Matt Frankel: Goldman, we've talked about before, is pushing more into the consumer space. But like you said, they're still mostly an investment bank. On the consumer side, their consumer banking revenue grew 50% year over year.

Jason Moser: There is a lot of good news about Marcus on that call, I saw.

Matt Frankel: There was, and the biggest driver of that 50% was the Apple (AAPL 0.51%) Card, higher credit card lending balances. But just their revenue was off the charts, up 30% year over year. Their earnings were almost $10 a share. That is the biggest quarter Goldman's ever had. During the middle of the pandemic, to have your record earnings, that's pretty impressive. I mean, that shattered expectations.

The reason, like I said, it's because a lot of investment banking operations do better during tough times. Goldman's trading revenue was up 29% year over year. Asset management revenue was up 71%. They're firing on all cylinders. IPO underwriting was doing phenomenally well. Anyone who's followed the market knows that the IPO market has just exploded this year, and equity underwriting is a big part of Goldman's business. The investment banking business is doing the complete opposite of what Wells Fargo is doing.
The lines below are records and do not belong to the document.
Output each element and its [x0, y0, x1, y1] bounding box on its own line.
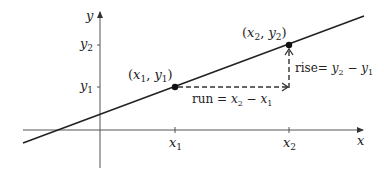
- rise-label: rise= y2 − y1: [295, 61, 373, 77]
- y-axis-label: y: [85, 8, 94, 23]
- line: [23, 16, 364, 143]
- y2-tick-label: y2: [79, 36, 93, 53]
- point-2: [286, 42, 292, 48]
- x2-tick-label: x2: [283, 135, 296, 152]
- point-2-label: (x2, y2): [242, 25, 287, 42]
- point-1: [172, 84, 178, 90]
- slope-diagram: x y x1 x2 y1 y2 (x1, y1) (x2, y2) run = …: [0, 0, 384, 177]
- x1-tick-label: x1: [169, 135, 182, 152]
- run-label: run = x2 − x1: [192, 92, 272, 108]
- x-axis-label: x: [357, 133, 365, 148]
- y1-tick-label: y1: [79, 78, 93, 95]
- point-1-label: (x1, y1): [128, 67, 173, 84]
I'm actually shocked that Goldman is not up for the year after reading numbers like this. Not just this, the quarter before. If you remember, the second quarter was their second-best quarter ever. When you see these kind of numbers, I mean, Goldman trades for about -- let me do the math real quick -- Goldman trades for about 20 times this quarter's earnings.

Jason Moser: Wow.

Matt Frankel: That's a crazy low valuation. Like you said, I'm shocked that Goldman's not a little more expensive than it is.

Jason Moser: Yeah. It struck me as, well, like looking at the chart of the returns, the Goldman down around 10% for the year, and given the results that they brought in, certainly feels like they could be better. But I guess that speaks a little bit to just the general feeling in the market today regarding banks writ large. I mean, they're all dealing with their fair sets of challenges. Thankfully for Goldman Sachs, they have that investment banking operation to fall back on.

Matt Frankel: Investment banking revenue is also less consistent, is worth mentioning too.

Jason Moser: Yeah, that's a good point there. It's like Disney's (DIS -0.55%) theater division. It's lumpy. Sometimes it's good, sometimes; it's not so good.

Matt Frankel: Trading revenue goes like this. It gets a roller coaster ride from quarter to quarter. Just because trading revenue was strong this year has no bearing on what it's going to do next year. As opposed to commercial banking, you build your loan portfolio by $100 billion. That produces residual income that comes in quarter-after-quarter, whereas investment banking is a lot less predictable. So the market does discount that a little bit.